The final presentation was a very extensive survey of the activities of Space4Good by remote-sensing expert Federico Franciamore. Space4Good uses remote -sensing data from many satellites orbiting the Earth. While its activities cover all kinds of environment sectors such as tracking deforestation events, monitoring biodiversity, detection of illegal fishing (particularly relevant to the the Oceans in Transformation project mentioned above), surely the most relevant area right now are their peace and justice activities. They say: “remote sensing enables non-invasive and safe monitoring of conflict zones, enabling Space4Good to generate insights into post-conflict damage assessments, unexploded ordnance (UXO) detection and classification, as well as clandestine grave identification”. I asked if there were any sensitive areas which they might be blocked from getting data. He replied that as they did not actually operate the satellites themselves, buying in the data, the main issue might be commercially sensitive data that would conflict with the interests of the satellite companies themselves. He also pointed out some unusual utilisations of remote sensing of the Earth, such as working out which rural communities had the most toilets and where were the best places to release tigers into the wild (obviously not near inhabited communities). For More-Than-Planet Space4Good will conduct four workshops where where artists and scientists can share knowledge and experience in the context of climate change and earth observation.
In the final discussion the phantom of the recently-late Bruno Latour was very much in evidence, with terms like ‘retro-active causuality’ being very much in evidence. Many of the comments in the discussion here were resonant with those I heard in embryo in the last decade at the Anthropocene Monument symposium performance in Toulouse organised by Latour and Bronislaw Szerszynski.

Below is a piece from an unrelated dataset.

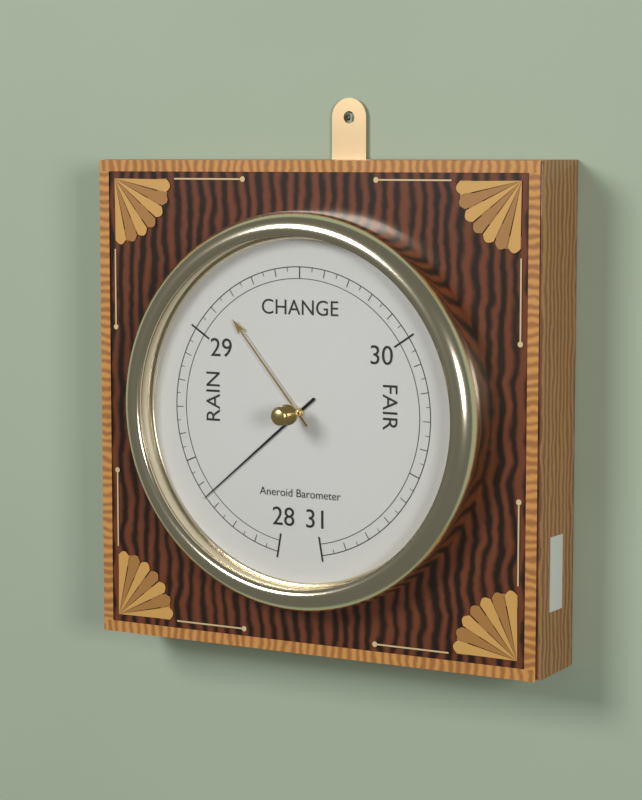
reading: 28.35 inHg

However this Latourism was challenged by Marko Peljhan, citing the writings of Zoe Todd on ‘The Great Latour’s’ failure to recognise “Indigenous thinkers for their millennia of engagement with sentient environments, with cosmologies that enmesh people into complex relationships between themselves and all relations” in his arguments concerning Gaia. The new feudalism and the dissolution of democracy by “Elon Musk and his small cabal of characters” was also discussed. As one delegate pointed out, Latour, in a dialogue with Hans Joachim Schellnhuber at HKW in Berlin, said that in France “throwing sharp objects into the social fabric is (to solve the climate issue) is called a guillotine”. Despite the above reservations, Latour is significant to the main debate with his description of a ‘critical zone‘ – the thin layer where we can live in, versus a more porous vision and the links between the biosphere and the orbit, the moon, the sun’s energy, that also influences life, and as Ewen Chardronnet mentioned, as well as the impact of humans on outer space with orbital debris. There was also a further discussion about Vernaksky’s noosphere and comparison’s with Lovelock’s Gaia hypothesis. Perhaps the final word could come from the Ukrainian-Russian curator Daria Parkhomenko, founder and director of Moscow’s Laboratoria Art and Science Foundation, which has been forced to close since Russia’s invasion of Ukraine, (on their website the single word tragedy) speaking from the floor. “How do we take this beyond”?
‘Aquatic Devolutions: A bio-food dinner in contrapunctual speculations’, final performance at the Swiss Embassy in Paris by Maya Minder and TETI Group:
All photos by Quentin Chevrier. Videos by Arthur Barbe.